At the emergency room, the doctor shook her head and sent him by ambulance to Rapid City Regional Hospital. He arrived at the emergency room and was told he may need emergency surgery.
"They did a CAT scan, where they could see an artery bleeding behind the chest bone. The doctor on call wouldn't touch me. A heart surgeon was called in to perform the surgery," he said.
At 11:45 p.m., he went into surgery.
"Two hours later, they found the elk hadn't punctured an artery but a blood vessel that was coming from a major artery about a quarter-inch from the artery," he said. "They had to cut my chest open like in open heart surgery."
With 42 stitches, an impressive scar and an unforgettable experience of a lifetime, he also will get to start driving soon. But he still isn't able to lift anything heavier than 10 pounds or go back to his job as maintenance worker at Custer School District until Dec. 20.

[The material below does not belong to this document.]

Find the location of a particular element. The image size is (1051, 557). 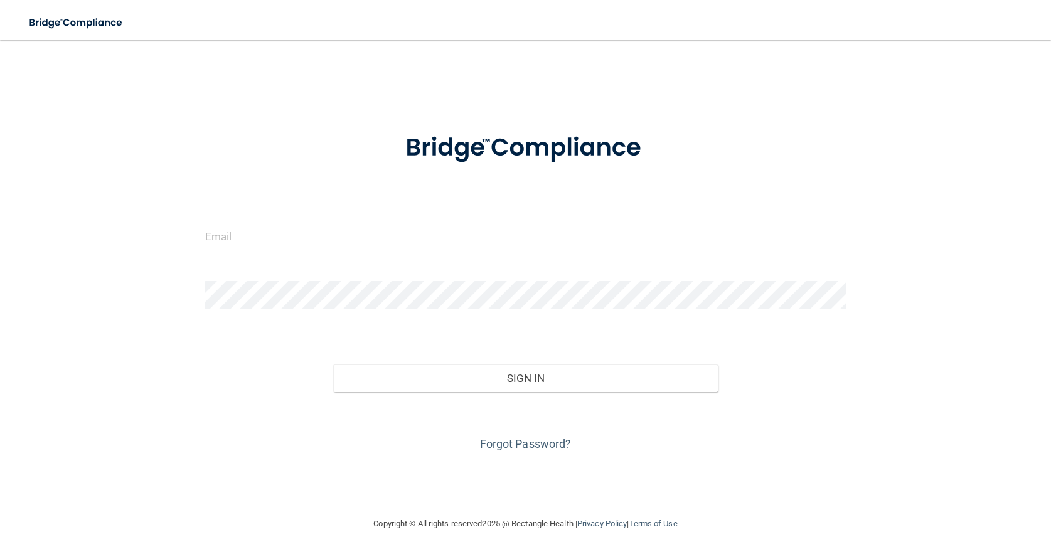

"It's just a matter of taking life easy," Venjohn said. "But I feel pretty good."
And his elk assailant?
"He's in the freezer. Well, no, he's not. I'm kidding."
While Venjohn was receiving medical care, his son-in-law alerted state Game, Fish & Parks officers of the trapped elk. The two responding game officials kept a safe distance, using a high-powered rifle to shoot off part of the antler of the dead elk to free the survivor, who was weakened and laying next to its former fellow combatant.
He didn't take the hint, and the wardens had to tie a log chain around the hind legs of the dead elk to pull it away with a pickup.
"After 10, 15 seconds, he jumped up and took off over the hill," Venjohn said. "He's out there somewhere."